Level of abstraction
The amount of detail we leave in or out when describing a problem or solution.
Must-haves
Tasks that must be completed for a scope to be considered done.
Nice-to-haves
Task left for the end of the cycle. If there isn’t time to do them, they get cut. Marked with a '~' at the beginning.
Pitch
A document that presents a shaped project idea for consideration at the betting table.
Production mode
A phase of building a new product where the core architecture is settled and we apply the standard Shape Up process.
Rabbit hole
Part of a project that is too unknown, complex, or open-ended to bet on.
R&D mode
A phase of building a new product where a senior team spikes the core features to define the core architecture.
Raw ideas
Requests or feature ideas that are expressed in words and haven’t been shaped.
Scopes
Parts of a project that can be built, integrated, and finished independently of the rest of the project.
Scope hammering
Forcefully questioning a design, implementation, or use case to cut scope and finish inside the fixed time box.
Shape
Make an abstract project idea more concrete by defining key elements of the solution before betting on it.
Six weeks
The length of our cycles.
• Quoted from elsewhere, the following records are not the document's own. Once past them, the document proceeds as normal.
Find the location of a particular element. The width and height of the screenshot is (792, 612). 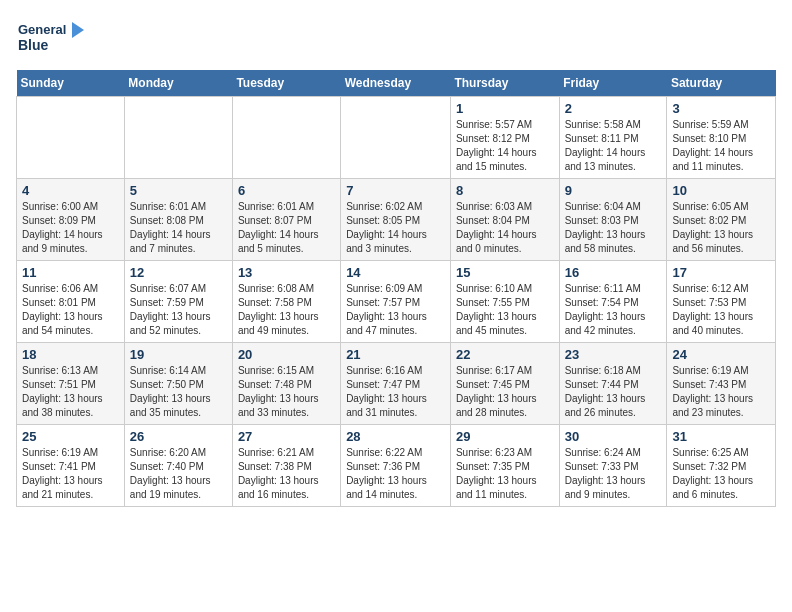

calendar-cell: 31Sunrise: 6:25 AM Sunset: 7:32 PM Dayli… is located at coordinates (722, 466).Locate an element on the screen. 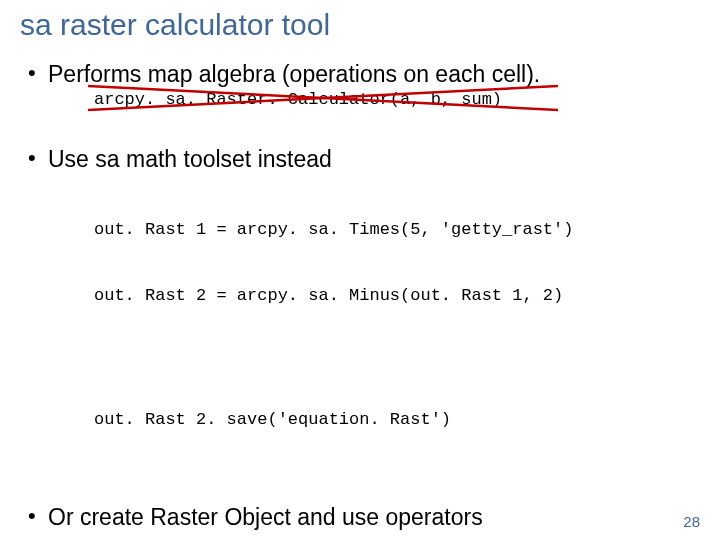 This screenshot has width=720, height=540. code-line: out. Rast 2 = arcpy. sa. Minus(out. Rast… is located at coordinates (398, 296).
Six weeks is long enough to finish something meaningful and short enough to feel the deadline from the beginning.
Small batch
A set of 1-2 week projects that a single team ships by the end of a six week cycle.
Time horizon
The longest period of time where we can feel a deadline pushing on us from the beginning. Six weeks.
Uphill
The phase of a task, scope or project where there are still unkowns or unsolved problems. See downhill.
We built Basecamp to execute the techniques in this book. It puts all our project communication, task management, and documentation in one place where designers and programmers work seamlessly together. See How to Implement the Shape Up Method in Basecamp.